National Novel Writing Month — cheaper than therapy and you get stories out of it.
For real, though. It’s been a therapeutic month for me. In other years, when I’ve seriously pursued my NaNoWriMo 50,000 words, I’ve had one large project to focus on, an actual novel. I filled in my word count with a few smaller pieces of original writing, but had a path already started and more or less went down it.
This time, my goal was to finish the first draft of a novel that was already nearly complete and then write a bunch of short stories and essays. I’m never at a loss for ideas. I always have too many works in progress at any given time, to be honest. I knew a couple of the story ideas I wanted to work out, but hadn’t decided on all of them when I began the month.
Now I’ve completed six new short stories and three essays, two of which are memoir.
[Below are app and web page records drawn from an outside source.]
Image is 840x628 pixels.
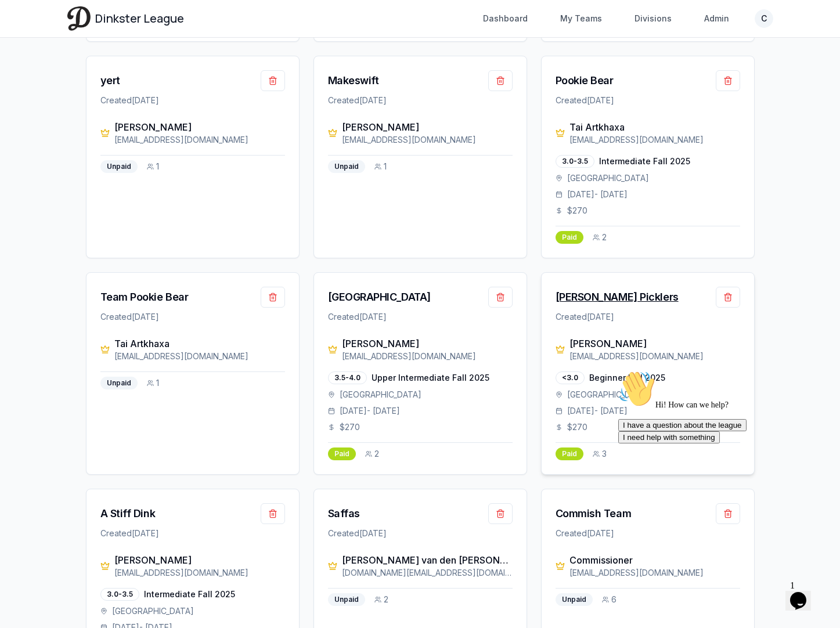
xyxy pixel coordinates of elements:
div: Unpaid [328,593,365,606]
button: I have a question about the league [5,53,133,65]
div: 2 [365,448,379,460]
div: Created [DATE] [556,527,740,539]
div: 2 [593,232,606,243]
div: Created [DATE] [556,311,740,323]
div: [PERSON_NAME] [342,120,513,134]
div: [DOMAIN_NAME][EMAIL_ADDRESS][DOMAIN_NAME] [342,567,513,579]
div: Created [DATE] [328,94,513,106]
div: $ 270 [556,205,740,216]
div: 6 [602,594,617,605]
a: Commish Team [556,506,631,522]
div: Paid [328,447,356,460]
iframe: chat widget [614,365,823,570]
div: $ 270 [556,421,740,433]
a: My Teams [553,9,609,29]
div: [EMAIL_ADDRESS][DOMAIN_NAME] [569,134,740,146]
div: Created [DATE] [101,527,285,539]
div: [PERSON_NAME] van den [PERSON_NAME] [342,553,513,567]
a: Pookie Bear [556,73,614,88]
span: Hi! How can we help? [5,35,115,44]
span: Beginner Fall 2025 [589,372,665,383]
a: Makeswift [328,73,379,88]
a: Dashboard [476,9,534,29]
iframe: chat widget [786,576,823,610]
button: I need help with something [5,65,106,78]
a: Dinkster League [67,7,184,30]
div: [EMAIL_ADDRESS][DOMAIN_NAME] [114,134,285,146]
a: [GEOGRAPHIC_DATA] [328,289,431,305]
div: Unpaid [328,160,365,173]
div: Created [DATE] [328,311,513,323]
a: Team Pookie Bear [101,289,189,305]
div: 3.0-3.5 [101,588,140,600]
div: [EMAIL_ADDRESS][DOMAIN_NAME] [342,350,513,361]
span: Upper Intermediate Fall 2025 [372,372,490,383]
div: Paid [556,447,584,460]
div: Tai Artkhaxa [114,336,285,350]
div: 1 [375,160,387,173]
button: C [755,9,774,28]
div: [PERSON_NAME] [342,336,513,350]
div: [EMAIL_ADDRESS][DOMAIN_NAME] [342,134,513,146]
a: Admin [697,9,736,29]
div: [PERSON_NAME] [569,336,740,350]
div: 2 [375,594,388,605]
span: [GEOGRAPHIC_DATA] [567,173,649,184]
div: 1 [146,160,159,173]
span: [GEOGRAPHIC_DATA] [112,605,194,617]
div: [EMAIL_ADDRESS][DOMAIN_NAME] [569,350,740,361]
a: Divisions [628,9,679,29]
span: [GEOGRAPHIC_DATA] [340,389,421,400]
a: yert [101,73,121,88]
img: Dinkster [67,7,90,30]
div: 1 [146,377,159,389]
img: :wave: [5,5,42,42]
div: Created [DATE] [556,94,740,106]
div: 👋Hi! How can we help?I have a question about the leagueI need help with something [5,5,214,78]
div: [EMAIL_ADDRESS][DOMAIN_NAME] [569,567,740,579]
div: Created [DATE] [101,311,285,323]
div: Created [DATE] [101,94,285,106]
a: [PERSON_NAME] Picklers [556,289,679,305]
div: [EMAIL_ADDRESS][DOMAIN_NAME] [114,350,285,361]
div: Unpaid [556,593,593,606]
span: [GEOGRAPHIC_DATA] [567,389,649,400]
a: A Stiff Dink [101,506,156,522]
div: $ 270 [328,421,513,433]
span: Intermediate Fall 2025 [144,588,235,600]
span: Intermediate Fall 2025 [599,156,690,167]
div: [PERSON_NAME] [114,120,285,134]
div: [PERSON_NAME] [114,553,285,567]
span: [DATE] - [DATE] [340,405,401,416]
div: Tai Artkhaxa [569,120,740,134]
span: [DATE] - [DATE] [567,189,628,200]
div: 3.0-3.5 [556,155,595,168]
div: Commissioner [569,553,740,567]
a: Saffas [328,506,360,522]
div: <3.0 [556,371,585,384]
div: Unpaid [101,160,138,173]
span: [DATE] - [DATE] [567,405,628,416]
div: Unpaid [101,377,138,389]
div: Created [DATE] [328,527,513,539]
span: Dinkster League [95,10,184,27]
div: 3 [593,448,606,460]
div: 3.5-4.0 [328,371,367,384]
div: Paid [556,231,584,244]
div: [EMAIL_ADDRESS][DOMAIN_NAME] [114,567,285,579]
If you ever want to have your brain talk to you about what your issues are, push yourself to write a bunch of new stuff in a short period of time.
Even though my short fiction pieces all had different settings, themes and characters, looking at them now, I can’t help notice a couple of things I keep inserting in my stories over and over. I love for my characters to rescue vulnerable animals. And food insecurity pops up repeatedly. I know some reasons why this might be.
Then the memoirs. Oh my goodness. I most likely will not share them with anyone ever. At least not without severe redactions. The piece I wrote this week presented me with a major psychological breakthrough. I began writing about one incident from high school, planning to include everything I could remember about it and use it in the future to mine for bits and pieces I could include in other projects. Not too far in, I realized there was a kind of sidebar that needed to be explained for context. Well, the sidebar explanation took over and became the core of the memoir.
In fact, the more I wrote, the more I saw how this thing I was explaining had influenced me. (Sorry to be cryptic. I only want to share the effect and not the details at this time.) I kept believing I was nearly at the end of what I had to say about it, and my brain would nudge me. Dig a little deeper. There’s more. I kept putting words on the page until I had a walloping epiphany about the root of many of my triggers and anxieties. There’s a situation from my formative years that has so obviously informed my life and actions and reactions for decades. But I never consciously realized the extent of it until I wrote it out.
Here’s what I will be open about. My anxiety has been spiraling lately. And now I see how my feelings about current life events are largely reactions to similar past life events. That alone has relieved a lot of the angst and was worth the price of admission.
Writing doesn’t have to be for someone else. Even if you don’t ever want to share a single word you put down, take some time to write for yourself. It’s damned good therapy.